Bilingual Funding Falls Short

Judge: state violates rights

Arizona doesn’t commit enough dollars to programs for children learning English, and it shoves them into classrooms with teachers unprepared to help them, a federal judge in Tucson decided this week.

However, U.S. District Judge Alfredo Marquez stopped short of ruling that the AIMS graduation test discriminates against students who don’t speak English well.

Monday’s court order says the state has violated civil rights and equal education opportunity laws, but it doesn’t specify a timetable for correcting them or exactly how that would be carried out.

“Clearly, for years the state hasn’t supported LEP (limited-English proficient) programs like it should,” said Tim Hogan of the Arizona Center for Law in the Public Interest, which sued on behalf of a Nogales mother in 1992. “The state’s going to have to get to work here. There needs to be more resources to give kids a chance.”

Department of Education officials agree that more funds are needed, and they welcome the debate that the ruling surely will bring, spokeswoman Patricia Likens said. They also are “gratified to see students will still have the opportunity to meet the standards on AIMS,” she said.

Hogan said he may file another suit against the AIMS test now that the first batch of results is out. Marquez heard testimony on the test back in August, when no results were available. Recent scores show that some groups of minority students did indeed turn in lower scores than Whites.

Sen. Joe Eddie Lopez hopes Marquez’s decision will provide a boost to his bill, which would increase funding for limited-English students from $162 per student to $621.

“Now that we have the decision, I don’t see any other obstacle in going forth,” said Lopez, a Phoenix Democrat.

Senate Bill 1242 would increase English as a Second Language funding from $18 million a year statewide to $40 million. The bill also would address a shortage of qualified ESL teachers by establishing a $1 million block grant to reimburse tuition for teachers who go back to school for bilingual-education training.

Judge’s decision or not, the Lopez bill could face problems because the Legislature is in the middle of a two-year budget cycle and reportedly only has about $36 million to appropriate.

Lopez doesn’t buy Republican revenue projections and believes the Legislature should avoid setting spending limits until updated revenue figures come in.

“If we wait until the end of the session, we will find there is sufficient money to take care of this need, as well as others,” Lopez said.

It has been 11 years since the state analyzed the cost of educating children who speak limited English. State education officials acknowledge that the money set aside for such students should be at least three times as much as it is. The difference falls to local school districts.

Of the $361 million spent to teach students English in the 1997-98 school year, $106 million came from federal funds and $15 million from state coffers. The rest, $240 million, came from grants, donations, desegregation money or contributions by public and private entities.
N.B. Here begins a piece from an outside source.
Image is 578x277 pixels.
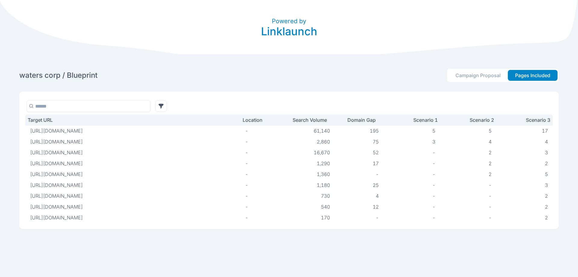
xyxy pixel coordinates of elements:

But state officials caution that it’s unclear whether the school districts spent the $240 million just on language acquisition programs.
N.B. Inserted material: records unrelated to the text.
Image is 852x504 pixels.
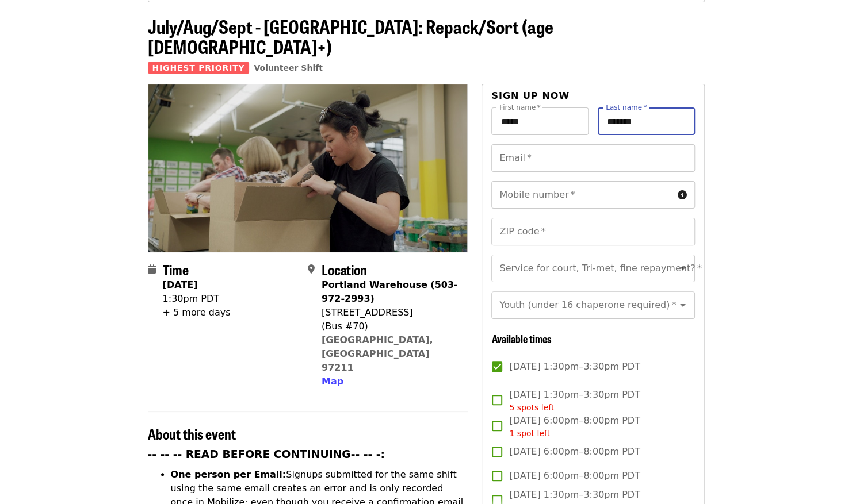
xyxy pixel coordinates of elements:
span: Available times [492,332,551,347]
span: 5 spots left [509,404,554,412]
strong: [DATE] [163,279,198,290]
label: Last name [606,104,647,111]
div: + 5 more days [163,306,230,320]
span: Sign up now [492,90,570,101]
input: First name [492,108,589,135]
span: 1 spot left [509,429,550,438]
input: ZIP code [492,218,694,245]
span: [DATE] 6:00pm–8:00pm PDT [509,469,640,483]
input: Last name [598,108,695,135]
div: (Bus #70) [321,320,458,334]
img: July/Aug/Sept - Portland: Repack/Sort (age 8+) organized by Oregon Food Bank [149,85,468,252]
a: Volunteer Shift [254,63,323,73]
span: [DATE] 1:30pm–3:30pm PDT [509,360,640,373]
strong: One person per Email: [171,469,287,480]
span: Map [321,376,344,387]
label: First name [500,104,541,111]
span: About this event [148,424,236,444]
span: July/Aug/Sept - [GEOGRAPHIC_DATA]: Repack/Sort (age [DEMOGRAPHIC_DATA]+) [148,13,553,60]
span: Time [163,260,188,279]
span: [DATE] 6:00pm–8:00pm PDT [509,414,640,440]
input: Mobile number [492,181,673,209]
button: Open [675,297,691,313]
span: [DATE] 1:30pm–3:30pm PDT [509,388,640,414]
span: Location [321,260,367,279]
button: Open [675,260,691,277]
i: circle-info icon [678,190,687,201]
strong: Portland Warehouse (503-972-2993) [321,279,458,304]
span: Highest Priority [148,62,249,74]
div: 1:30pm PDT [163,292,230,306]
input: Email [492,144,694,172]
strong: -- -- -- READ BEFORE CONTINUING-- -- -: [148,449,385,460]
a: [GEOGRAPHIC_DATA], [GEOGRAPHIC_DATA] 97211 [321,335,433,373]
span: [DATE] 6:00pm–8:00pm PDT [509,445,640,459]
i: calendar icon [148,264,156,275]
div: [STREET_ADDRESS] [321,306,458,320]
i: map-marker-alt icon [308,264,315,275]
button: Map [321,375,344,388]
School districts say teaching in two languages requires double the materials, and because there aren’t enough teachers trained to educate such students, districts sometimes go without.
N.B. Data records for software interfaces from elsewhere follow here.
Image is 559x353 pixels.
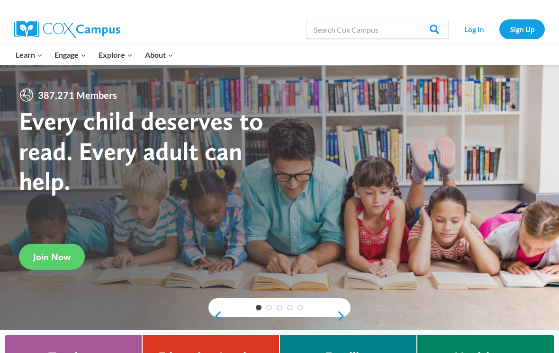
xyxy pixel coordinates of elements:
[33,252,71,263] span: Join Now
[256,305,262,311] a: 1
[9,45,179,65] nav: Primary Navigation
[336,311,351,322] a: next
[287,305,293,311] a: 4
[208,307,351,326] div: content slider buttons
[99,49,133,61] span: Explore
[266,305,272,311] a: 2
[298,305,303,311] a: 5
[145,49,173,61] span: About
[453,19,495,39] a: Log In
[16,49,43,61] span: Learn
[34,88,121,103] span: 387,271 Members
[54,49,86,61] span: Engage
[14,21,120,38] img: Cox Campus
[208,311,223,322] a: previous
[19,106,263,196] strong: Every child deserves to read. Every adult can help.
[277,305,282,311] a: 3
[453,19,545,39] nav: Secondary Navigation
[307,20,449,39] input: Search Cox Campus
[499,19,545,39] a: Sign Up
[19,244,85,270] a: Join Now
“It would have been devastating if he (Marquez) had ruled against this,” said Hilda Carr-Gaona, bilingual-education director at Phoenix’s Wilson Elementary School, where 62 percent of students speak limited English.

“All districts will be happy about this,” Joan Mason of the Phoenix Union High School District said about the ruling. “All teachers need to take responsibility for these students.”

As for Arizona’s Instrument to Measure Standards, Marquez said there wasn’t relevant evidence to convince him that it should be shelved.

In August, a research professor at Arizona State University’s College of Education testified that more Hispanic and Black students do worse on the Stanford 9 standardized test than their White counterparts, based on scores from the Phoenix Union district.

The judge, however, said Phoenix’s demographics are different from those of Nogales, where the lawsuit originated in 1992.